I've ripped on In Nomine in this blog before, and not without good reason. However, I have to admit that for everything about it that bugs me, there's a counterexample of some bit of cleverness oddly ahead of its time. The D666 system, for example, is almost comically simple (the only system I can think of with a more bizarrely simplistic pass-fail mechanic is baseline Conspiracy X), but it's almost as simple to explain to people as Over the Edge and, I'll admit, enjoyably thematic. The power disparity between humans and angels has bothered me in the past, and the system is rather easily broken, even with the fan patches that fix the most egregious abuses, but if there's one lesson I would teach myself in junior high, it would be "For Christ's sake, make some actual female friends". But if I had two lessons to teach, the other would be "And stop wearing sweatpants". But if/when we get around to the gaming-related wisdom of experience, bullet point one on slide one is "Don't bother gaming with people who put their character's power level and breaking the system ahead of telling a good story". And for all its flaws, IN told some damn fine stories.
One element of In Nomine that really stands out in my mind is how the game harnesses the artificiality of the medium, in the form of both character classes and the distance between player and character, in the service of its theme.
Class/race combos are a part of our gaming heritage, of course, and more than that they're a shorthand for characters - a shorthand that says more about the character than you might expect. If your character is a dwarf fighter, I have a pretty good idea of how he's going to be played and what you wants out of the game - and if he's a dwarf wizard, then I know he'll be going against type for one or both, and furthermore, that you're willing to forego the advantages of traditional "optimized builds". In Nomine's equivalent to the class/race combo is choir/superior: A celestial character belongs to one of seven choirs of angels (or seven bands of demons), and serves a superior (An Archangel or Demon Prince bound to a Word). Each of these choirs and superiors has certain stereotypes, and certain choir/superior combos come up regularly: A Malakite (warrior-angel) of the Sword, for example, isn't going to need much explaining; ditto a Mercurian (friendly social angel) of Flowers. But switch those two around and we've got the dwarf wizard playing-against-type thing all over again.
The problem with such class/race systems, and the reason why most good games with human or humanesque protagonists dismiss it, is that they are artificially restrictive, and for characters who are meant to grow and develop organically, that's a big no-no. But IN's celestials aren't organic - much of the game's thematic tension comes from their being entities purpose-built by God, tools of the Divine Will, which are nevertheless possessed of a will of their own. The clunky artificiality of the choir/superior combos and their respective stereotypes actually reinforces this. A human wizard in D&D will never quite behave like a real human would and just pick up a damn sword once in a while. An IN angel likewise won't behave like a real human, won't lie to spare someone's feelings, or express a very reasonable fear, or moon over some girl in a bar - but he's not supposed to.
An old gag about RPG characters (and media characters more generally) is that they never eat or crap unless its vital to the plot. IN celestials are the same - thus, the lacunas in normal behaviour are built into the gameworld. In a sense, the oddities of being a "typical" Player Character - fanatical devotion to completing a set mission by any means necessary, a total disregard for the niceties of conversation, an immunity to the aesthetic charms of the world, and a tendency to do horrible things to bystanders on a whim - are well-modeled by celestials. And for those gamers who are more involved in the fictional world, there are humans, or celestials playing against their roles - even to the point of falling from grace, or redeeming. But the default of celestial behaviour is perfectly in line with the default of RPG player behaviour.
It's interesting to note that most games presume that the PCs are natives of their fantasy world - Whether that world is Grayhawk or Tekumel or the Sixth World. Another tack is to have the players be familiar human beings discovering a new world, either in the John Carter of Mars/various Cheapo Fantasy Novels sense of literally going to another world or in discovering that the world as they know it is not what it seems - the latter being the core of conspiracy and horror games since Call of Cthulhu. In Nomine thrusts the players into their familiar human world as total outsiders (or Outsiders), and uses the dissonance between what humans would want in their situation and what the players actually do to illustrate how strange these strangers are.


◆ Task ◆
Here are some records. Transcribe all of them exactly.
++++ Study material
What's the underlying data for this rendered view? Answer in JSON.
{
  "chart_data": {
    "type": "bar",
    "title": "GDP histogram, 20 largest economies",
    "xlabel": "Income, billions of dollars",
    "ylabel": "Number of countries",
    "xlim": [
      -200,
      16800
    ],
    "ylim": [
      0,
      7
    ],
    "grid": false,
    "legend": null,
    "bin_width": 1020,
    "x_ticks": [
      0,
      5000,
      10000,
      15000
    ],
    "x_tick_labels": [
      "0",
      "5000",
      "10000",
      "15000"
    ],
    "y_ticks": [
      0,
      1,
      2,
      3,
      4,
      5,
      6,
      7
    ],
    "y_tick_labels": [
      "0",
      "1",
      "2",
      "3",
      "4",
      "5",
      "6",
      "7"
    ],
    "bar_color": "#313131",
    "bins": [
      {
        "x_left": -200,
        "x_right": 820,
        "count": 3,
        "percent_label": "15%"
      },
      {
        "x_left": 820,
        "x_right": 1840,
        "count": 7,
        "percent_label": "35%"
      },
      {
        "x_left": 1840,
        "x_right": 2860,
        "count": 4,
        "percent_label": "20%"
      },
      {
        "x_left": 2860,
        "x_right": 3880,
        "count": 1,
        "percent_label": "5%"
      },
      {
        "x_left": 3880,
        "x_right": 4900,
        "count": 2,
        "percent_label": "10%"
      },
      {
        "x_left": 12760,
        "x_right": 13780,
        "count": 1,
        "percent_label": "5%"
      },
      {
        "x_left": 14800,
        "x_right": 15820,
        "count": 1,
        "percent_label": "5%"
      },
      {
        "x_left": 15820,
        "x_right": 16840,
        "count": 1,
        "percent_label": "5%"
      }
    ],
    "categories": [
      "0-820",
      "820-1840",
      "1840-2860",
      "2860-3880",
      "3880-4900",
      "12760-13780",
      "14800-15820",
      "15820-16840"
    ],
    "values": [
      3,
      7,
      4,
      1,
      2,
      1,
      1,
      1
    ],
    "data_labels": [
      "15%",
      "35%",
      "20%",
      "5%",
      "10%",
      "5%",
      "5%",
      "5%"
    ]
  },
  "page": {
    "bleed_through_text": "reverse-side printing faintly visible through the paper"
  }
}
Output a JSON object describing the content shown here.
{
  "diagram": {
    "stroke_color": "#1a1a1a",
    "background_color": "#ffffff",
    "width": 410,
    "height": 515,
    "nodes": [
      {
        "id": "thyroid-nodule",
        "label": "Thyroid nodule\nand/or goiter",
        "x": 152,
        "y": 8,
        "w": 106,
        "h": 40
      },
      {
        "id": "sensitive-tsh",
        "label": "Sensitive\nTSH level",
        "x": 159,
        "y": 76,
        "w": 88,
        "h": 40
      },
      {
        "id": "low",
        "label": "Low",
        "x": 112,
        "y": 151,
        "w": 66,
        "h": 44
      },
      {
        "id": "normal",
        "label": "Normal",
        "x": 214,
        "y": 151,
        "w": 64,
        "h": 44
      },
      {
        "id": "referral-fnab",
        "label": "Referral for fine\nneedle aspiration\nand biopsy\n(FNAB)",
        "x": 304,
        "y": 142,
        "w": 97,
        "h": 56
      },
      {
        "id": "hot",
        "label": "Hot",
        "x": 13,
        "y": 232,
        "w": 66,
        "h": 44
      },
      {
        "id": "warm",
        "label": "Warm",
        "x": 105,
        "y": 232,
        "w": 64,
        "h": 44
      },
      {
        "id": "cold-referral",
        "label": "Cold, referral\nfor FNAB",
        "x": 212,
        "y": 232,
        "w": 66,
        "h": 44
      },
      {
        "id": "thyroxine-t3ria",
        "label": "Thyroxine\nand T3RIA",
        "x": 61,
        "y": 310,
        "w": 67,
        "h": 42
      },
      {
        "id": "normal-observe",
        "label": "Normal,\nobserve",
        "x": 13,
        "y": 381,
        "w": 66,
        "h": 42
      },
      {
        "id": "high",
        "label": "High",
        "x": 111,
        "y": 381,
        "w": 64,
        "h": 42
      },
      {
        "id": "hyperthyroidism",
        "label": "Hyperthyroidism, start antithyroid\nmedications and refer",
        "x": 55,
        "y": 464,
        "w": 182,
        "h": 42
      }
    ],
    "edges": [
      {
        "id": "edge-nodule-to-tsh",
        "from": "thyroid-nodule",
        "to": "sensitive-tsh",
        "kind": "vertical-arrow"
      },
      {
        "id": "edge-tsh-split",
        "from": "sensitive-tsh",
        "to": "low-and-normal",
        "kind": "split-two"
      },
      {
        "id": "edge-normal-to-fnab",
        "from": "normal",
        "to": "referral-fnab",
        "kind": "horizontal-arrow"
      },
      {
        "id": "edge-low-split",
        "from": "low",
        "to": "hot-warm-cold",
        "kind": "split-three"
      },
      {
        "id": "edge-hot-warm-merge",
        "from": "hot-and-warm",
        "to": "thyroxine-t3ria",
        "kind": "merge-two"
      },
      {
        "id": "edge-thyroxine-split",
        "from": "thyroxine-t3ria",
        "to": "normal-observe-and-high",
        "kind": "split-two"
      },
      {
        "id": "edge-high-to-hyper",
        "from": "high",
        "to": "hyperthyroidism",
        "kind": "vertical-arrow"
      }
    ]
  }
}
++++++++
◆ Finished exercise ◆
What's the underlying data for this rendered view? Answer in JSON.
{
  "chart_data": {
    "type": "bar",
    "title": "GDP histogram, 20 largest economies",
    "xlabel": "Income, billions of dollars",
    "ylabel": "Number of countries",
    "xlim": [
      -200,
      16800
    ],
    "ylim": [
      0,
      7
    ],
    "grid": false,
    "legend": null,
    "bin_width": 1020,
    "x_ticks": [
      0,
      5000,
      10000,
      15000
    ],
    "x_tick_labels": [
      "0",
      "5000",
      "10000",
      "15000"
    ],
    "y_ticks": [
      0,
      1,
      2,
      3,
      4,
      5,
      6,
      7
    ],
    "y_tick_labels": [
      "0",
      "1",
      "2",
      "3",
      "4",
      "5",
      "6",
      "7"
    ],
    "bar_color": "#313131",
    "bins": [
      {
        "x_left": -200,
        "x_right": 820,
        "count": 3,
        "percent_label": "15%"
      },
      {
        "x_left": 820,
        "x_right": 1840,
        "count": 7,
        "percent_label": "35%"
      },
      {
        "x_left": 1840,
        "x_right": 2860,
        "count": 4,
        "percent_label": "20%"
      },
      {
        "x_left": 2860,
        "x_right": 3880,
        "count": 1,
        "percent_label": "5%"
      },
      {
        "x_left": 3880,
        "x_right": 4900,
        "count": 2,
        "percent_label": "10%"
      },
      {
        "x_left": 12760,
        "x_right": 13780,
        "count": 1,
        "percent_label": "5%"
      },
      {
        "x_left": 14800,
        "x_right": 15820,
        "count": 1,
        "percent_label": "5%"
      },
      {
        "x_left": 15820,
        "x_right": 16840,
        "count": 1,
        "percent_label": "5%"
      }
    ],
    "categories": [
      "0-820",
      "820-1840",
      "1840-2860",
      "2860-3880",
      "3880-4900",
      "12760-13780",
      "14800-15820",
      "15820-16840"
    ],
    "values": [
      3,
      7,
      4,
      1,
      2,
      1,
      1,
      1
    ],
    "data_labels": [
      "15%",
      "35%",
      "20%",
      "5%",
      "10%",
      "5%",
      "5%",
      "5%"
    ]
  },
  "page": {
    "bleed_through_text": "reverse-side printing faintly visible through the paper"
  }
}
Output a JSON object describing the content shown here.
{
  "diagram": {
    "stroke_color": "#1a1a1a",
    "background_color": "#ffffff",
    "width": 410,
    "height": 515,
    "nodes": [
      {
        "id": "thyroid-nodule",
        "label": "Thyroid nodule\nand/or goiter",
        "x": 152,
        "y": 8,
        "w": 106,
        "h": 40
      },
      {
        "id": "sensitive-tsh",
        "label": "Sensitive\nTSH level",
        "x": 159,
        "y": 76,
        "w": 88,
        "h": 40
      },
      {
        "id": "low",
        "label": "Low",
        "x": 112,
        "y": 151,
        "w": 66,
        "h": 44
      },
      {
        "id": "normal",
        "label": "Normal",
        "x": 214,
        "y": 151,
        "w": 64,
        "h": 44
      },
      {
        "id": "referral-fnab",
        "label": "Referral for fine\nneedle aspiration\nand biopsy\n(FNAB)",
        "x": 304,
        "y": 142,
        "w": 97,
        "h": 56
      },
      {
        "id": "hot",
        "label": "Hot",
        "x": 13,
        "y": 232,
        "w": 66,
        "h": 44
      },
      {
        "id": "warm",
        "label": "Warm",
        "x": 105,
        "y": 232,
        "w": 64,
        "h": 44
      },
      {
        "id": "cold-referral",
        "label": "Cold, referral\nfor FNAB",
        "x": 212,
        "y": 232,
        "w": 66,
        "h": 44
      },
      {
        "id": "thyroxine-t3ria",
        "label": "Thyroxine\nand T3RIA",
        "x": 61,
        "y": 310,
        "w": 67,
        "h": 42
      },
      {
        "id": "normal-observe",
        "label": "Normal,\nobserve",
        "x": 13,
        "y": 381,
        "w": 66,
        "h": 42
      },
      {
        "id": "high",
        "label": "High",
        "x": 111,
        "y": 381,
        "w": 64,
        "h": 42
      },
      {
        "id": "hyperthyroidism",
        "label": "Hyperthyroidism, start antithyroid\nmedications and refer",
        "x": 55,
        "y": 464,
        "w": 182,
        "h": 42
      }
    ],
    "edges": [
      {
        "id": "edge-nodule-to-tsh",
        "from": "thyroid-nodule",
        "to": "sensitive-tsh",
        "kind": "vertical-arrow"
      },
      {
        "id": "edge-tsh-split",
        "from": "sensitive-tsh",
        "to": "low-and-normal",
        "kind": "split-two"
      },
      {
        "id": "edge-normal-to-fnab",
        "from": "normal",
        "to": "referral-fnab",
        "kind": "horizontal-arrow"
      },
      {
        "id": "edge-low-split",
        "from": "low",
        "to": "hot-warm-cold",
        "kind": "split-three"
      },
      {
        "id": "edge-hot-warm-merge",
        "from": "hot-and-warm",
        "to": "thyroxine-t3ria",
        "kind": "merge-two"
      },
      {
        "id": "edge-thyroxine-split",
        "from": "thyroxine-t3ria",
        "to": "normal-observe-and-high",
        "kind": "split-two"
      },
      {
        "id": "edge-high-to-hyper",
        "from": "high",
        "to": "hyperthyroidism",
        "kind": "vertical-arrow"
      }
    ]
  }
}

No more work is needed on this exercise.